Silicon Oxide is almost perfectly lattice matched to silicon, but completely insulating. Which means it's incredibly easy to grow features onto polished silicon wafers because the oxidation product of the material is exactly what you need in order to build up insulating features - i.e. MOSFET junctions, capacitors and conductive paths.

bee_rider|1 year ago

Clay and glass are also partially made of silicon, right?

I’ve always found of fascinating that silicon was right there at the beginning of material science, and has stuck around since. Same for copper.

I don’t actually think the universe has intentions, but copper, silicon, and dogs do sometimes make me question that belief, it is just a little suspicious that our species would have such loyal friends.

namibj|1 year ago

Low band gap is actually detrimental for transistors. The more spare band gap, the higher temperature you can operate them at.

dogben|1 year ago

And it's relatively easy to make large pure silicon single crystal.

gshubert17|1 year ago

Just before the section on Moore's Law, it says this about silicon purity:

> Electronic grade silicon (EG-Si): 99.9999999 pure ('nine nines pure') Thats one impurity atom in every 10.000.000 silicon atoms.

I believe that should be 1.000.000.000 (10^9 atoms) to correspond to nine nines pure. Just as one impurity atom in every 100 (10^2) atoms would be 99% (two nines) pure.

ExAr|1 year ago

Hi everyone! I am the author of the website exclusivearchitecture.com.

Thanks everyone for all the positive feedback - so rewarding to see! I have already made some corrections to a detail where I gave an incorrect number with the "nine-nines-purity" and it should be 1 impurity in 1.000.000.000 silicon atoms. Thanks gshubert17 for pointing that out.

I have noticed that my website is currently down with a timeout - sorry for that. I hope this is going to be resolved asap.

Cheers! MK

ninju|1 year ago

> I have noticed that my website is currently down with a timeout - sorry for that. I hope this is going to be resolved asap.

HN hug of death strikes again

gdevic|1 year ago

I loved the article! Spot on and just the right depth for the article size (I am a CPU architect).

0wis|1 year ago

I am not an expert but it seems like a great source to understand chips without getting top deep. It reminds me the classic « Nand 2 Tetris » course [1] with less involvement indeed. Thanks for the developer and thanks for sharing. Curious to know industry expert comments !

[1]:https://www.nand2tetris.org/

xg15|1 year ago

From the "Overview" page:

> Microchips – also referred to as integrated circuits – are considered to be among the greatest technological achievements of the last century. Their invention has paved the way for a digital revolution that keeps changing the world to the present day.

...

> The ENIAC computer from 1946 had over 17.000 vacuum tubes and suffered a tube failure on average every two days, which was time-consuming to troubleshoot and repair. With the invention of the transistor in 1947 by Bell Labs, the components became significantly smaller, but the transistors were still wired together individually. This reduced power consumption of those computers and their overall size, but not their wiring complexity. It was not before the invention of integrated circuits before computers became way more efficient and easier to operate and maintain.

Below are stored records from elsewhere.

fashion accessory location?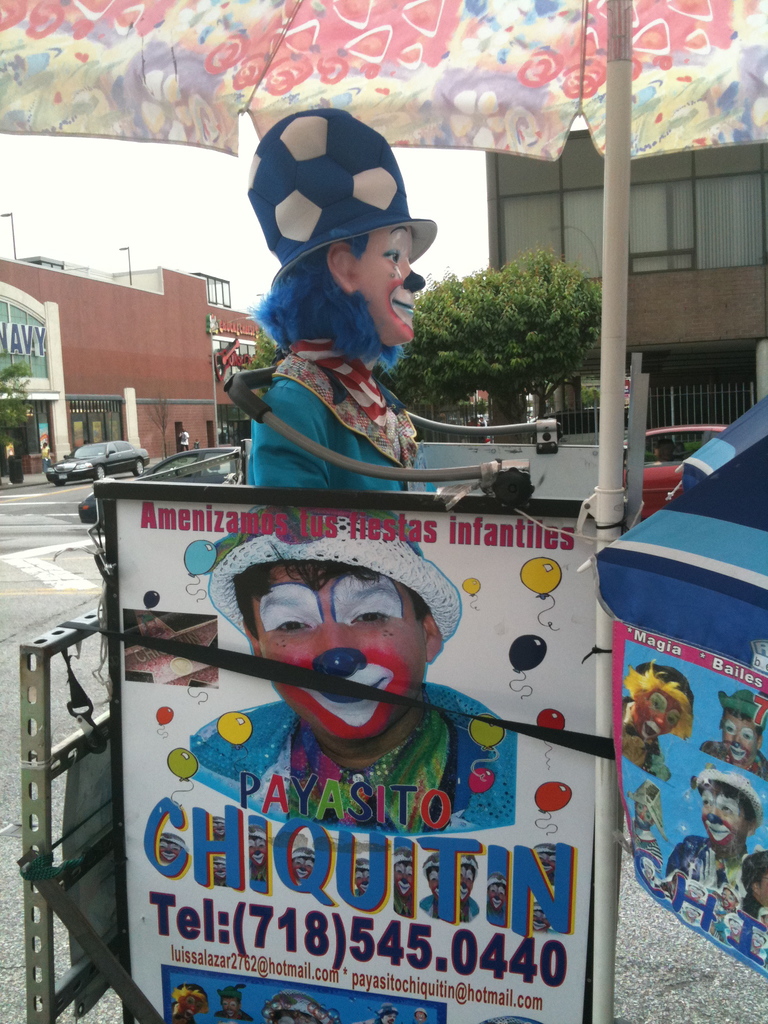
left=250, top=108, right=440, bottom=290
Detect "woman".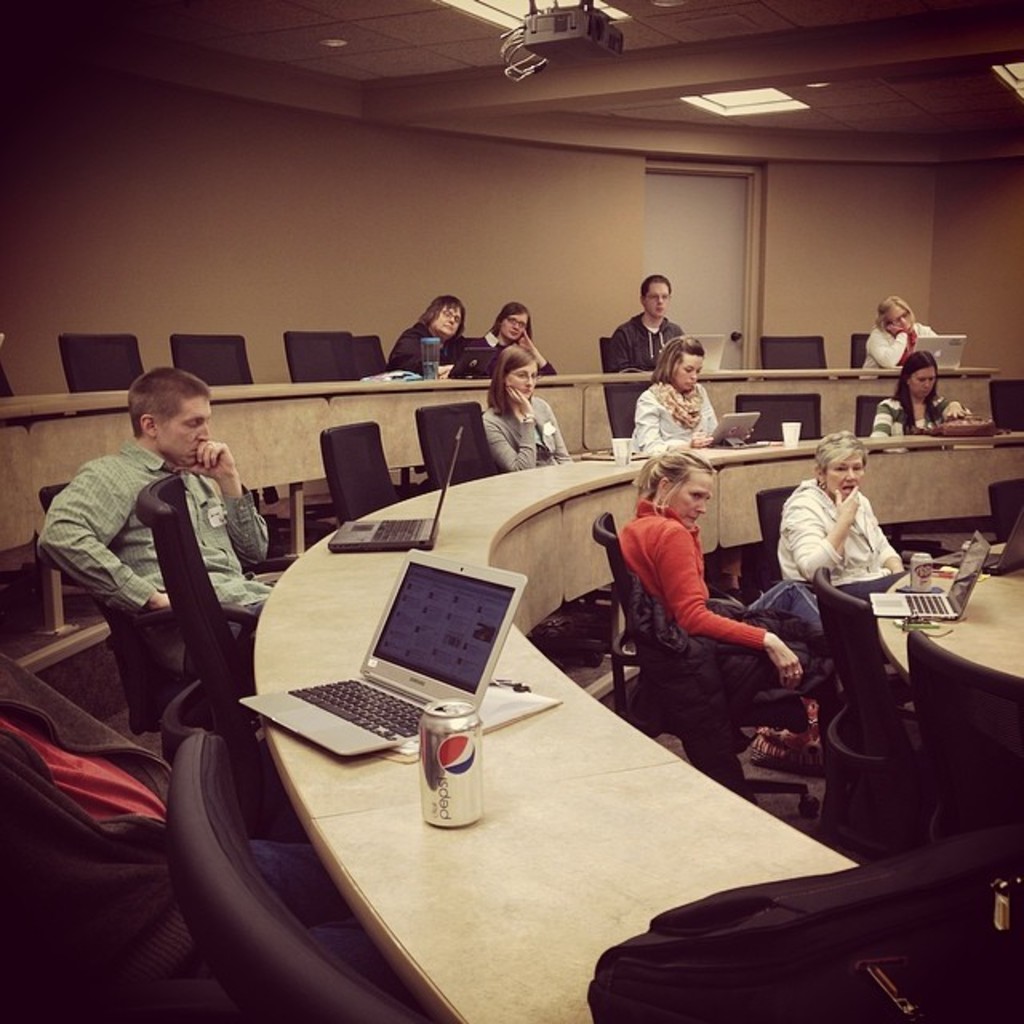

I find it on some level hilarious that one of the fundamental breakthroughs that allowed the technological revolution pick up speed and perception-wise cross the barrier from "sophisticated machinery" to "magic" was, in some sense, proper cable management.

jpm_sd|1 year ago

It's really /elimination/ of cable management. Essentially the same thing that makes printed circuit boards superior to wire wrapping. Turned a manual labor process into a (photo)lithographic process. Not that different from the replacement of hand-lettered manuscripts with the output of a printing press!

In larger electronic and electromechanical systems, cables and connectors ("harnessing", collectively) are still major weak points.

agumonkey|1 year ago

I guess with scale, the tiniests of details become the bottleneck :)

kken|1 year ago

I am really impressed by the clarity of the illustrations in the article.

imperialdrive|1 year ago

I wonder where we would be if a printed copy of that post was delivered back to TI and Intel etc R&D labs 50 years ago.